Saturday, February 05, 2005

Taking History For Granted

A lot of people are using the term "nazi" these days, mostly for political purposes. It's coming from both sides of the spectrum, people trying to drive their point home that "those people are as bad as the Nazis." I want to discuss the relevance to us at IR Haven and why everyone should be a little more careful about what terms they use. The term "nazi" has a special place in history, as well as in infamy. It should not be used casually or out of proper context.

I was not even alive when the Nazis came to power and attempted to conquer the world. The end of World War 2 came over 20 years before I was born. I state this because some of the people using these terms are younger than me.

I did not really have a good understanding of Adolf Hitler and the Nazis until I did two things: I researched World War 2 on my own and I watched "The Pianist." That film chronicled the perspective of an actual Polish Jew who survived the occupation of his homeland, which included the creation of the Nazi ghettos (which is where the term "ghetto" originated) and the Nazi death camps.

"The Pianist" is the only movie I have ever watched that truly and utterly disturbed me in a way no movie ever has. I have only had that sensation one time before, back in the early days of IR Haven, when it had a forum. During a brief period, some racists would make seemingly harmless posts but include racists links.

One post at the forum led me to a website with a gallery of "art" by a racist. That art gave me a glimpse of what went through the mind of someone who has no regard for the life of someone of another race, who sees a group of people as less than human...lower than animals. I knew, in seeing the proud creations of this kind of mind, that I was looking at evil itself.

The Nazis killed millions of people, most of them Jewish but also gypsies, homosexuals, the elderly and the disabled. Hitler was a nationalist, a socialist, a euthenasist and an athiest. The Nazi military was smart and brutally efficient. They took advantage of every perceived (and real) weakness of every nation they occupied. They would have dominated the world like the Roman empire had they not been stopped by the Allied forces.

People on the Left call people on the Right nazis and vice-versa. While there is certainly room for healthy debate concerning political leanings in either direction, the use of the term "nazi" to describe either side is to disrespect history and the true victims of Nazism. I think everyone should research World War 2 and the Nazis from that era.

We who are a part of the IR community should have a special understanding of this. Some people have experienced discrimination. Some have even been brutalized, imprisoned and/or had their lives threatened. But if we did not live under the Nazis, first of all, we should thank God and second, we cannot call ourselves victims of Nazis.

I'll conclude this with a true story someone once told me. He was in a shop and a young man was there to get a specialty item. The shopkeeper was unable to accomodate him and the young man accused him of racism. The older man assured him he was not being racist. The young man said "What do YOU know about discrimination, old man?" Then the older man lifted up his shirt sleeve and showed the man the barcode branded into his arm from the Auschwitz death camp. Upon realizing what he was seeing, the young man walked out of the shop without another word.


EXERCISE: Check each line of the material that follows, and copy those holding the string "абонементи".

PROVIDED INFORMATION:

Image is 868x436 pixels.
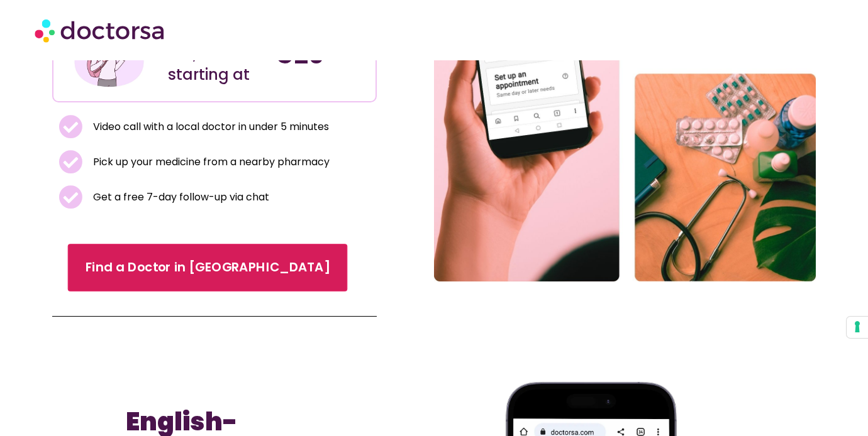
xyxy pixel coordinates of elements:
span: Pick up your medicine from a nearby pharmacy [90,153,330,171]
span: Find a Doctor in [GEOGRAPHIC_DATA] [85,259,330,277]
a: Find a Doctor in [GEOGRAPHIC_DATA] [67,244,347,292]
span: Video call with a local doctor in under 5 minutes [90,118,329,136]
h4: €20 [273,39,366,70]
span: Get a free 7-day follow-up via chat [90,189,269,206]
button: Your consent preferences for tracking technologies [846,317,868,338]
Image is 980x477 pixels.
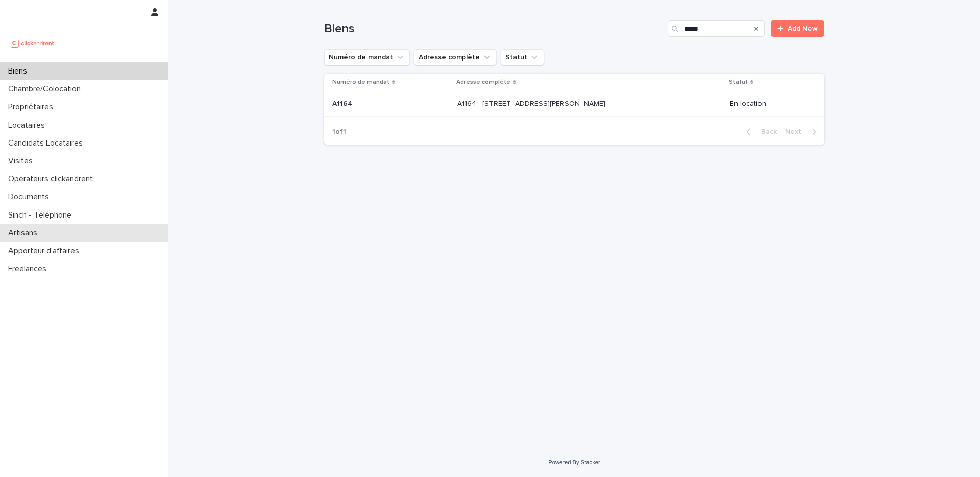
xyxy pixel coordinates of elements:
[501,49,544,65] button: Statut
[755,128,777,135] span: Back
[324,49,410,65] button: Numéro de mandat
[4,84,89,94] p: Chambre/Colocation
[729,77,748,88] p: Statut
[4,175,101,183] p: Operateurs clickandrent
[8,33,57,54] img: UCB0brd3T0yccxBKYDjQ
[414,49,496,65] button: Adresse complète
[781,127,824,136] button: Next
[332,77,389,88] p: Numéro de mandat
[4,210,80,220] p: Sinch - Téléphone
[4,192,57,201] p: Documents
[4,228,46,238] p: Artisans
[457,98,607,108] p: A1164 - [STREET_ADDRESS][PERSON_NAME]
[4,264,55,274] p: Freelances
[456,77,511,88] p: Adresse complète
[324,91,824,117] tr: A1164A1164 A1164 - [STREET_ADDRESS][PERSON_NAME]A1164 - [STREET_ADDRESS][PERSON_NAME] En location
[4,102,61,112] p: Propriétaires
[548,459,600,465] a: Powered By Stacker
[4,66,35,76] p: Biens
[667,21,765,37] input: Search
[4,139,91,148] p: Candidats Locataires
[788,25,817,32] span: Add New
[324,21,663,37] h1: Biens
[730,99,808,108] p: En location
[4,157,41,166] p: Visites
[785,128,807,135] span: Next
[4,246,88,256] p: Apporteur d'affaires
[738,127,781,136] button: Back
[771,21,824,37] a: Add New
[4,121,53,131] p: Locataires
[324,120,354,144] p: 1 of 1
[332,98,354,108] p: A1164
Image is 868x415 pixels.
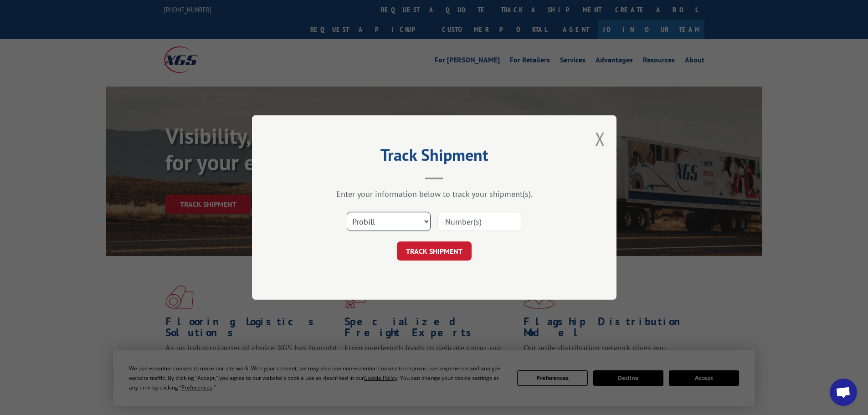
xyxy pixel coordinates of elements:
[830,378,857,406] div: Open chat
[595,127,606,151] button: Close modal
[297,148,571,166] h2: Track Shipment
[397,242,472,261] button: TRACK SHIPMENT
[297,189,571,199] div: Enter your information below to track your shipment(s).
[437,212,522,231] input: Number(s)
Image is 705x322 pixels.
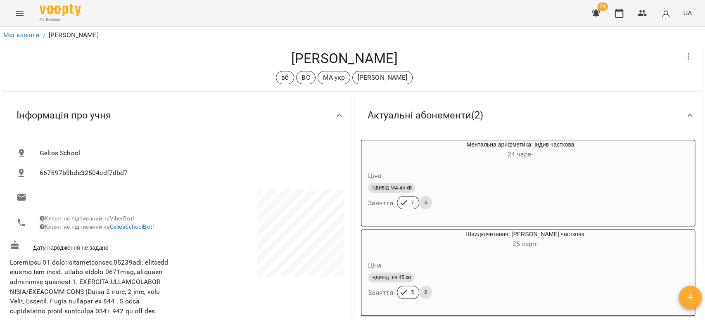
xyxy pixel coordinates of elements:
[3,94,351,137] div: Інформація про учня
[597,2,608,11] span: 74
[317,71,350,84] div: МА укр
[10,3,30,23] button: Menu
[323,73,345,83] p: МА укр
[660,7,671,19] img: avatar_s.png
[419,289,432,296] span: 2
[3,31,40,39] a: Мої клієнти
[361,230,649,309] button: Швидкочитання: [PERSON_NAME] часткова25 серп- Цінаіндивід шч 45 хвЗаняття52
[301,73,310,83] p: ВС
[361,140,640,219] button: Ментальна арифметика: Індив часткова24 черв- Цінаіндивід МА 45 хвЗаняття75
[17,109,111,122] span: Інформація про учня
[352,71,413,84] div: [PERSON_NAME]
[40,4,81,16] img: Voopty Logo
[3,30,701,40] nav: breadcrumb
[368,274,414,281] span: індивід шч 45 хв
[406,199,419,206] span: 7
[512,240,537,248] span: 25 серп -
[110,223,152,230] a: GeliosSchoolBot
[368,170,382,182] h6: Ціна
[406,289,419,296] span: 5
[368,260,382,271] h6: Ціна
[368,184,415,192] span: індивід МА 45 хв
[43,30,45,40] li: /
[419,199,432,206] span: 5
[361,230,401,250] div: Швидкочитання: Індив часткова
[281,73,289,83] p: вб
[361,140,401,160] div: Ментальна арифметика: Індив часткова
[679,5,695,21] button: UA
[8,238,177,253] div: Дату народження не задано
[367,109,483,122] span: Актуальні абонементи ( 2 )
[40,215,134,222] span: Клієнт не підписаний на ViberBot!
[354,94,702,137] div: Актуальні абонементи(2)
[276,71,294,84] div: вб
[49,30,99,40] p: [PERSON_NAME]
[401,140,640,160] div: Ментальна арифметика: Індив часткова
[40,168,338,178] span: 667597b9bde32504cdf7dbd7
[296,71,315,84] div: ВС
[683,9,691,17] span: UA
[507,150,533,158] span: 24 черв -
[368,287,393,298] h6: Заняття
[40,148,338,158] span: Gelios School
[40,223,154,230] span: Клієнт не підписаний на !
[401,230,649,250] div: Швидкочитання: [PERSON_NAME] часткова
[40,17,81,22] span: For Business
[368,197,393,209] h6: Заняття
[10,50,678,67] h4: [PERSON_NAME]
[357,73,407,83] p: [PERSON_NAME]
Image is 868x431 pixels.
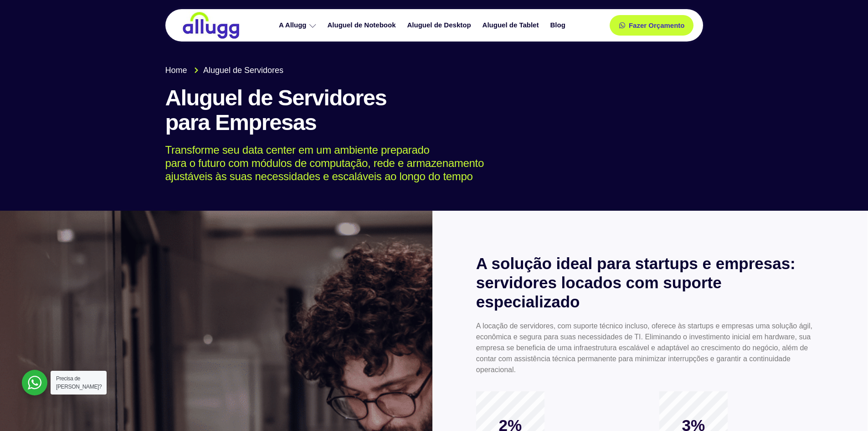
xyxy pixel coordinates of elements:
a: Aluguel de Desktop [402,17,477,33]
h2: A solução ideal para startups e empresas: servidores locados com suporte especializado [476,253,824,311]
h1: Aluguel de Servidores para Empresas [166,86,702,135]
span: Fazer Orçamento [628,22,684,28]
a: A Allugg [274,17,323,33]
span: Aluguel de Servidores [201,64,284,77]
p: A locação de servidores, com suporte técnico incluso, oferece às startups e empresas uma solução ... [476,320,824,375]
span: Precisa de [PERSON_NAME]? [56,375,102,390]
a: Fazer Orçamento [609,15,693,36]
a: Blog [545,17,572,33]
span: Home [166,64,188,77]
a: Aluguel de Notebook [323,17,402,33]
p: Transforme seu data center em um ambiente preparado para o futuro com módulos de computação, rede... [166,144,690,183]
a: Aluguel de Tablet [477,17,546,33]
img: locação de TI é Allugg [181,11,241,39]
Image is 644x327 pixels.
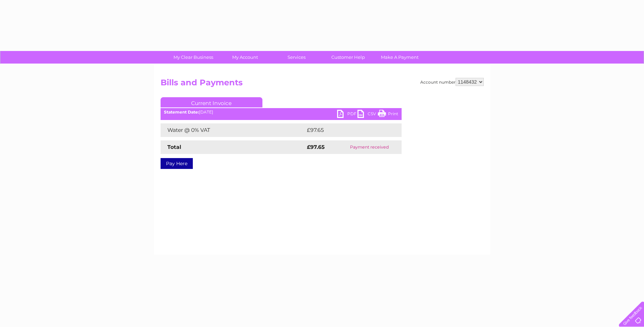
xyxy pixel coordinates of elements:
td: £97.65 [306,124,388,137]
a: Make A Payment [372,51,428,63]
a: PDF [337,110,358,120]
a: Services [269,51,325,63]
a: Customer Help [320,51,376,63]
strong: Total [168,144,181,150]
a: CSV [358,110,378,120]
a: My Account [217,51,273,63]
a: Current Invoice [161,97,262,108]
td: Water @ 0% VAT [161,124,306,137]
strong: £97.65 [307,144,325,150]
a: Print [378,110,398,120]
a: My Clear Business [166,51,221,63]
a: Pay Here [161,158,193,169]
div: [DATE] [161,110,402,115]
h2: Bills and Payments [161,78,484,91]
div: Account number [420,78,484,86]
td: Payment received [337,141,401,154]
b: Statement Date: [164,109,199,115]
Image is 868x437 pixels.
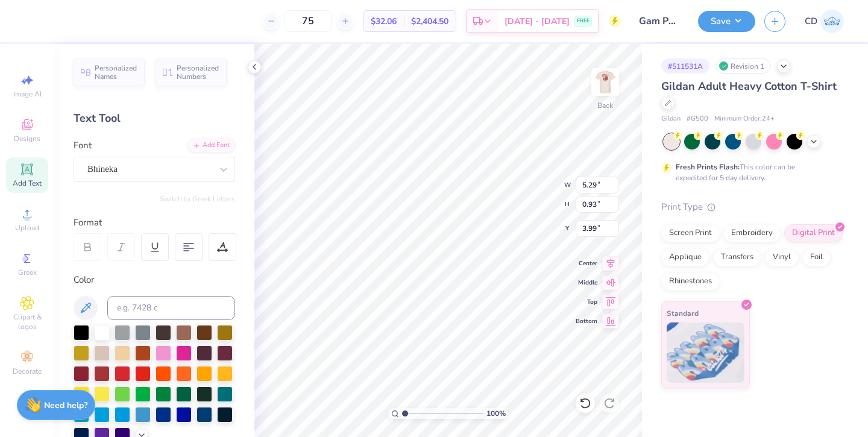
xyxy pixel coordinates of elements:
[74,110,235,127] div: Text Tool
[14,134,40,143] span: Designs
[661,224,720,242] div: Screen Print
[661,272,720,291] div: Rhinestones
[713,248,761,266] div: Transfers
[13,178,42,188] span: Add Text
[576,259,597,267] span: Center
[486,408,506,419] span: 100 %
[74,216,237,230] div: Format
[505,15,570,28] span: [DATE] - [DATE]
[284,10,332,32] input: – –
[667,322,744,383] img: Standard
[784,224,843,242] div: Digital Print
[676,162,740,172] strong: Fresh Prints Flash:
[661,248,710,266] div: Applique
[676,161,824,184] div: This color can be expedited for 5 day delivery.
[687,114,708,124] span: # G500
[715,59,771,74] div: Revision 1
[661,114,681,124] span: Gildan
[576,298,597,306] span: Top
[630,9,689,33] input: Untitled Design
[597,100,613,111] div: Back
[661,59,710,74] div: # 511531A
[411,15,449,28] span: $2,404.50
[13,89,42,99] span: Image AI
[177,64,220,81] span: Personalized Numbers
[661,79,837,93] span: Gildan Adult Heavy Cotton T-Shirt
[698,11,756,32] button: Save
[107,296,235,320] input: e.g. 7428 c
[15,223,39,233] span: Upload
[805,15,818,28] span: CD
[95,64,138,81] span: Personalized Names
[18,267,37,277] span: Greek
[577,17,590,25] span: FREE
[593,70,618,94] img: Back
[821,9,844,33] img: Cate Duffer
[667,306,699,320] span: Standard
[661,200,844,214] div: Print Type
[805,9,844,33] a: CD
[74,273,235,287] div: Color
[715,114,775,124] span: Minimum Order: 24 +
[576,317,597,325] span: Bottom
[187,139,235,153] div: Add Font
[160,194,235,204] button: Switch to Greek Letters
[724,224,781,242] div: Embroidery
[44,400,88,411] strong: Need help?
[13,366,42,376] span: Decorate
[765,248,799,266] div: Vinyl
[576,279,597,287] span: Middle
[6,312,48,332] span: Clipart & logos
[802,248,831,266] div: Foil
[371,15,397,28] span: $32.06
[74,139,91,153] label: Font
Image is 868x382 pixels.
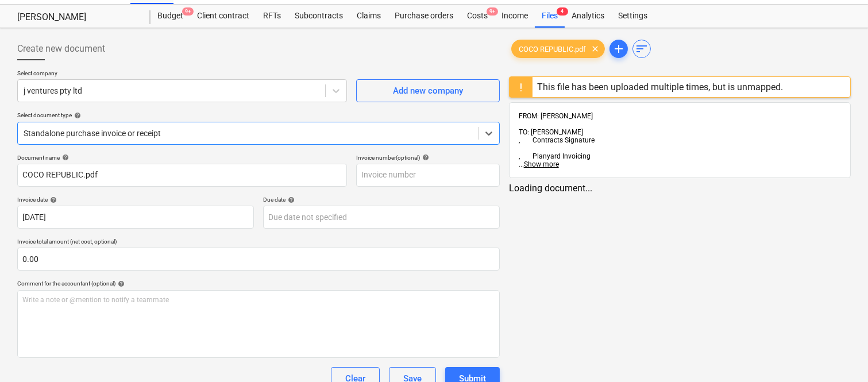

RESULT OF THIS EXERCISE:
[367,109,483,122] span: Актуальні абонементи ( 2 )
[354,94,702,137] div: Актуальні абонементи(2)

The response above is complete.